Authors: XU Zhengyi
This document is a starting point for engaging the community and standards bodies in developing collaborative solutions fit for standardization. As the solutions to problems described in this document progress along the standards-track, we will retain this document as an archive and use this section to keep the community up-to-date with the most current standards venue and content location of future work and discussions.
Split screen scenarios are becoming more and more prevalent in today's world. In addition to dual screen devices (ie. physical split screen), browsers such as Edge, Whale and Arc ship split tab (ie. virtual split screen) features. When using virtual split screen in a browser, there are multiple cases in which users want to open links and view them side-by-side with the source page (see the Use Cases section for examples). Currently, there is no option for web authors to target a link to open directly into a split tab. The current navigation targets, such as _blank, _self, _parent, _top, are insufficient to solve this problem.
This explainer proposes a solution to allow web authors to open links into a split tab.
The feature is intended to be used by any website that wants to open a link into a split tab. Here are some scenarios in which this can be useful to users:

This proposal supports opening links in a split tab by:
Adding a new value called _split to the target attribute on the anchor element and the target parameter of the window.open API. (The name _split is not final; suggestions are welcome!)
On supported browsers:
noopener-like behavior for links opened with target _split. In other words, window.opener for links opened in a split tab should be null.navigator.splitTabSupported returns false, _split should fallback to behaving like target _blank. UAs may apply their own criteria (ex. screen size, user settings) to decide whether split tab is available or not.Examples:
<a target="_split" href="https://www.example.com">Open in split tab</a>
// Open url in split tab.
window.open("https://www.example.com", "_split");
Update the 7.3.1.7 Navigable target names spec as follows:
| Keyword | Ordinary effect |
Effect in an iframe with...
|
|
|---|---|---|---|
sandbox="" |
sandbox="allow-top-navigation" |
||
_split |
split tab or new | split tab or maybe new | split tab or maybe new |
Update The rules for choosing a navigable spec as follows:
_blank" or "_split"..._split", set name to "_blank".new with no opener"._split", then:
_blank".split tab with no opener"._blank" or "_split", then set targetName to name.Adding a splitTabSupported property to the Navigator object. navigator.splitTabSupported returns a Boolean value indicating whether the browser supports a virtual split screen configuration or not.
if (navigator.splitTabSupported) {
// The browser does support split tab feature.
}
target attribute on anchor elements and the target parameter on window.open, therefore should be easy for web developers to understand.navigator.splitTabSupported could only be accessed by JS, this means the authors of the website have to set the target via JS and not via HTML. One possible mitigation is setting a cookie when user first opened the website and then the server could know the client support this feature and could set it via HTML on next visit._split without setting noopener, an opener will be set.
noopener when using _split.
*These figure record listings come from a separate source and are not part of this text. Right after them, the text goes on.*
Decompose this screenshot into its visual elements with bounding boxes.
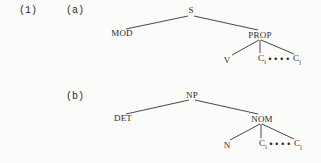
node-nom: NOM <box>251 115 273 124</box>
node-np: NP <box>186 91 198 100</box>
node-c-j: Cj <box>293 54 301 67</box>
edge-s-mod <box>126 16 188 29</box>
node-c-j: Cj <box>294 139 302 152</box>
edge-prop-v <box>232 40 259 55</box>
tree-edges <box>0 0 321 163</box>
node-v: V <box>224 56 231 65</box>
node-n: N <box>224 141 231 150</box>
node-c-i: Ci <box>259 139 267 152</box>
node-s: S <box>188 6 193 15</box>
node-c-i: Ci <box>258 54 266 67</box>
ellipsis: •••• <box>267 55 291 65</box>
edge-prop-cj <box>261 40 294 54</box>
ellipsis: •••• <box>268 140 292 150</box>
node-prop: PROP <box>248 31 271 40</box>
edge-np-det <box>126 100 189 114</box>
tree-label-a: (a) <box>66 6 84 16</box>
c-subscript: i <box>265 144 267 150</box>
c-subscript: j <box>299 59 301 65</box>
edge-nom-cj <box>262 124 294 139</box>
c-subscript: j <box>300 144 302 150</box>
edge-nom-n <box>230 124 260 140</box>
tree-label-b: (b) <box>66 92 84 102</box>
edge-s-prop <box>194 16 258 30</box>
node-mod: MOD <box>111 29 133 38</box>
example-number: (1) <box>19 6 37 16</box>
c-subscript: i <box>264 59 266 65</box>
edge-np-nom <box>195 100 258 114</box>
node-det: DET <box>114 114 132 123</box>
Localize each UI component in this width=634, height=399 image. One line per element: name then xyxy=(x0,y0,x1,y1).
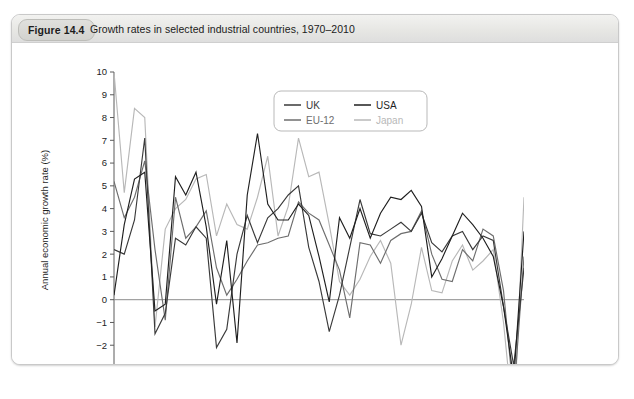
y-axis-tick-label: 7 xyxy=(102,135,107,146)
figure-card: Figure 14.4 Growth rates in selected ind… xyxy=(11,14,619,365)
y-axis-tick-label: 9 xyxy=(102,89,107,100)
legend-label-eu-12: EU-12 xyxy=(306,115,335,126)
y-axis-title-label: Annual economic growth rate (%) xyxy=(39,150,50,290)
figure-header: Figure 14.4 Growth rates in selected ind… xyxy=(12,15,618,43)
y-axis-tick-label: 2 xyxy=(102,249,107,260)
y-axis-title: Annual economic growth rate (%) xyxy=(39,150,50,290)
legend-label-uk: UK xyxy=(306,100,320,111)
y-axis-tick-label: 0 xyxy=(102,294,107,305)
y-axis-tick-label: −2 xyxy=(96,340,107,351)
y-axis-tick-label: −1 xyxy=(96,317,107,328)
figure-number-badge: Figure 14.4 xyxy=(18,19,95,41)
chart-legend: UKUSAEU-12Japan xyxy=(274,91,427,131)
y-axis-tick-label: −3 xyxy=(96,362,107,365)
legend-label-usa: USA xyxy=(376,100,397,111)
legend-box xyxy=(274,91,427,131)
chart-container: −3−2−1012345678910 197019751980198519901… xyxy=(12,43,619,365)
y-axis-group: −3−2−1012345678910 xyxy=(96,66,114,365)
figure-body: −3−2−1012345678910 197019751980198519901… xyxy=(12,43,618,364)
y-axis-tick-label: 5 xyxy=(102,180,107,191)
y-axis-tick-label: 10 xyxy=(96,66,107,77)
growth-rate-line-chart: −3−2−1012345678910 197019751980198519901… xyxy=(12,43,619,365)
legend-label-japan: Japan xyxy=(376,115,403,126)
y-axis-tick-label: 6 xyxy=(102,157,107,168)
y-axis-tick-label: 4 xyxy=(102,203,107,214)
page-root: Figure 14.4 Growth rates in selected ind… xyxy=(0,0,634,399)
y-axis-tick-label: 1 xyxy=(102,271,107,282)
series-line-eu-12 xyxy=(114,161,524,365)
y-axis-tick-label: 8 xyxy=(102,112,107,123)
y-axis-tick-label: 3 xyxy=(102,226,107,237)
figure-caption: Growth rates in selected industrial coun… xyxy=(90,15,610,43)
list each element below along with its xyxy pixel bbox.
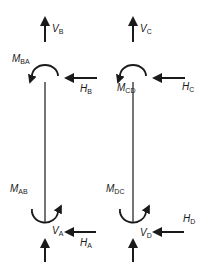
label-va: VA: [52, 226, 63, 237]
mcd-moment-arrow: [118, 65, 146, 82]
label-vb: VB: [52, 24, 63, 35]
mdc-moment-arrow: [120, 206, 149, 223]
mab-moment-arrow: [32, 206, 61, 223]
label-hc: HC: [182, 82, 194, 93]
label-ha: HA: [80, 238, 92, 249]
label-vc: VC: [140, 24, 152, 35]
label-mdc: MDC: [106, 184, 124, 195]
column-ab: [30, 18, 97, 262]
label-mab: MAB: [10, 184, 28, 195]
label-hb: HB: [80, 84, 92, 95]
label-hd: HD: [183, 214, 195, 225]
mba-moment-arrow: [30, 65, 58, 82]
label-mba: MBA: [12, 54, 30, 65]
label-vd: VD: [140, 228, 152, 239]
label-mcd: MCD: [117, 83, 135, 94]
frame-diagram: [0, 0, 207, 263]
column-cd: [118, 18, 185, 262]
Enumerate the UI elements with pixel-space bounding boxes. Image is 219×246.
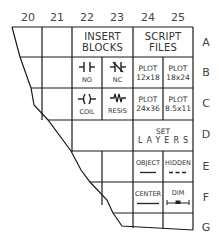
- column-number-23: 23: [105, 12, 129, 23]
- plot-8-5x11-button[interactable]: PLOT 8.5x11: [163, 88, 193, 120]
- row-letter-f: F: [199, 192, 213, 203]
- plot-18x24-line1: PLOT: [169, 64, 188, 73]
- plot-8-5x11-line2: 8.5x11: [165, 104, 191, 113]
- empty-cell-21b[interactable]: [42, 57, 72, 88]
- dimension-icon: [166, 199, 190, 206]
- continuous-line-icon: [139, 170, 157, 175]
- coil-button[interactable]: COIL: [72, 88, 102, 120]
- empty-cell-24g[interactable]: [133, 213, 163, 228]
- set-layers-button[interactable]: SET LAYERS: [133, 120, 193, 151]
- nc-contact-button[interactable]: NC: [102, 57, 133, 88]
- insert-blocks-header: INSERT BLOCKS: [72, 27, 133, 57]
- plot-24x36-line2: 24x36: [136, 104, 160, 113]
- script-files-header: SCRIPT FILES: [133, 27, 193, 57]
- dim-label: DIM: [172, 189, 185, 197]
- empty-cell-25g[interactable]: [163, 213, 193, 229]
- column-number-20: 20: [16, 12, 40, 23]
- empty-cell-23d[interactable]: [102, 120, 133, 151]
- resis-label: RESIS: [108, 107, 127, 115]
- plot-12x18-line2: 12x18: [136, 73, 160, 82]
- center-line-icon: [136, 201, 160, 206]
- set-layers-line2: LAYERS: [134, 136, 192, 145]
- plot-12x18-line1: PLOT: [139, 64, 158, 73]
- empty-cell-23e[interactable]: [102, 151, 133, 182]
- normally-closed-contact-icon: [109, 61, 127, 73]
- plot-18x24-button[interactable]: PLOT 18x24: [163, 57, 193, 88]
- no-label: NO: [82, 76, 92, 84]
- dashed-line-icon: [168, 170, 188, 175]
- column-number-24: 24: [136, 12, 160, 23]
- row-letter-g: G: [199, 222, 213, 233]
- empty-cell-21c[interactable]: [42, 88, 72, 120]
- row-letter-b: B: [199, 67, 213, 78]
- row-letter-c: C: [199, 98, 213, 109]
- no-contact-button[interactable]: NO: [72, 57, 102, 88]
- column-number-22: 22: [75, 12, 99, 23]
- center-linetype-button[interactable]: CENTER: [133, 182, 163, 213]
- resistor-icon: [109, 93, 127, 103]
- object-label: OBJECT: [136, 159, 160, 167]
- coil-icon: [77, 93, 97, 105]
- plot-24x36-line1: PLOT: [139, 95, 158, 104]
- resistor-button[interactable]: RESIS: [102, 88, 133, 120]
- script-files-line2: FILES: [149, 42, 177, 53]
- empty-cell-22d[interactable]: [72, 120, 102, 151]
- empty-cell-21a[interactable]: [42, 27, 72, 57]
- object-linetype-button[interactable]: OBJECT: [133, 151, 163, 182]
- plot-12x18-button[interactable]: PLOT 12x18: [133, 57, 163, 88]
- normally-open-contact-icon: [78, 61, 96, 73]
- set-layers-line1: SET: [156, 127, 170, 136]
- column-number-21: 21: [45, 12, 69, 23]
- row-letter-d: D: [199, 129, 213, 140]
- column-number-25: 25: [166, 12, 190, 23]
- plot-24x36-button[interactable]: PLOT 24x36: [133, 88, 163, 120]
- plot-18x24-line2: 18x24: [166, 73, 190, 82]
- row-letter-e: E: [199, 161, 213, 172]
- insert-blocks-line2: BLOCKS: [82, 42, 123, 53]
- dim-button[interactable]: DIM: [163, 182, 193, 213]
- nc-label: NC: [113, 76, 122, 84]
- coil-label: COIL: [79, 108, 94, 116]
- row-letter-a: A: [199, 37, 213, 48]
- insert-blocks-line1: INSERT: [84, 31, 121, 42]
- plot-8-5x11-line1: PLOT: [169, 95, 188, 104]
- script-files-line1: SCRIPT: [145, 31, 182, 42]
- hidden-label: HIDDEN: [165, 159, 191, 167]
- hidden-linetype-button[interactable]: HIDDEN: [163, 151, 193, 182]
- center-label: CENTER: [135, 190, 161, 198]
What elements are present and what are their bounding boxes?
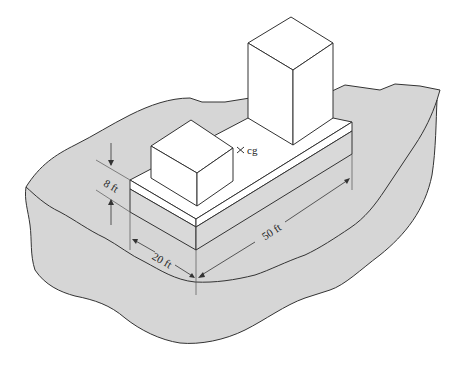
diagram-canvas: cg 8 ft 20 ft 50 ft bbox=[0, 0, 460, 370]
diagram-stage: cg 8 ft 20 ft 50 ft bbox=[0, 0, 460, 370]
cg-label: cg bbox=[247, 144, 258, 156]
A note could be added to the spec for this.navigator.splitTabSupported before setting the target._split, the navigation will be done in that frame.
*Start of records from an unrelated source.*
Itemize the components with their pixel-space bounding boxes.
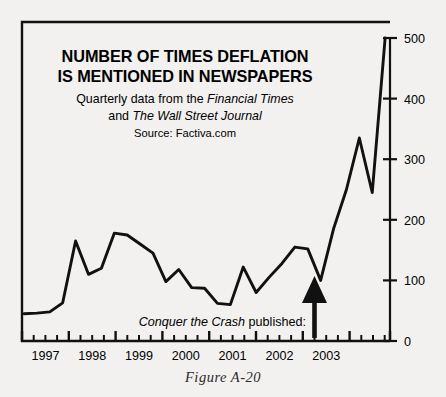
x-tick-label: 1999: [125, 349, 153, 363]
y-tick-label: 500: [404, 32, 425, 46]
subtitle-italic-1: Financial Times: [207, 92, 294, 106]
annotation-italic-text: Conquer the Crash: [139, 315, 245, 329]
annotation-label: Conquer the Crash published:: [139, 315, 306, 329]
x-tick-label: 1998: [78, 349, 106, 363]
chart-title-line-2: IS MENTIONED IN NEWSPAPERS: [58, 67, 313, 85]
y-tick-label: 0: [404, 335, 411, 349]
x-tick-label: 2001: [219, 349, 247, 363]
subtitle-prefix-2: and: [108, 109, 132, 123]
chart-subtitle-line-1: Quarterly data from the Financial Times: [76, 92, 294, 106]
deflation-mentions-line-chart: 500 400 300 200 100 0: [0, 0, 446, 397]
y-tick-label: 100: [404, 274, 425, 288]
y-tick-label: 300: [404, 153, 425, 167]
annotation-regular-text: published:: [245, 315, 306, 329]
y-tick-label: 400: [404, 93, 425, 107]
chart-title-line-1: NUMBER OF TIMES DEFLATION: [62, 47, 309, 65]
y-tick-label: 200: [404, 214, 425, 228]
x-tick-label: 2003: [312, 349, 340, 363]
x-tick-label: 1997: [31, 349, 59, 363]
figure-container: 500 400 300 200 100 0: [0, 0, 446, 397]
subtitle-italic-2: The Wall Street Journal: [132, 109, 262, 123]
subtitle-prefix-1: Quarterly data from the: [76, 92, 207, 106]
x-tick-label: 2000: [172, 349, 200, 363]
chart-subtitle-line-2: and The Wall Street Journal: [108, 109, 263, 123]
x-tick-label: 2002: [265, 349, 293, 363]
chart-source-note: Source: Factiva.com: [134, 127, 236, 139]
figure-caption: Figure A-20: [0, 369, 446, 386]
target value to be the name of a sub-frame (See the reference here). Any existing sites that have a frame named _split would expect that frame to be navigated when a link with that target is clicked. Even though the spec mentions that names starting with an underscore are reserved for special keywords, if a site is using _split in this way, it would be broken once _split is used for split tab navigations. Implementors can add a use counter to identify whether such sites exists, and if they do, a different name instead of _split could be used.navigator.splitTabSupported exposes the information that user's browser supports split screen._split.To avoid issues with fallback on unsupported browsers, an alternative solution is adding a new attribute like split-tab to the anchor element and params of window.open(). The split-tab attribute will have no effect on unsupported browsers.
target attribute.target and split-tab, it is unclear which should take priority and may be tricky to specify._split? It is unclear if fallback to _blank is always desirable._split target behave differently inside sandboxed iframes? If so, should we add a new value to the sandbox attribute to allow this, ex. allow-split-tab-navigation?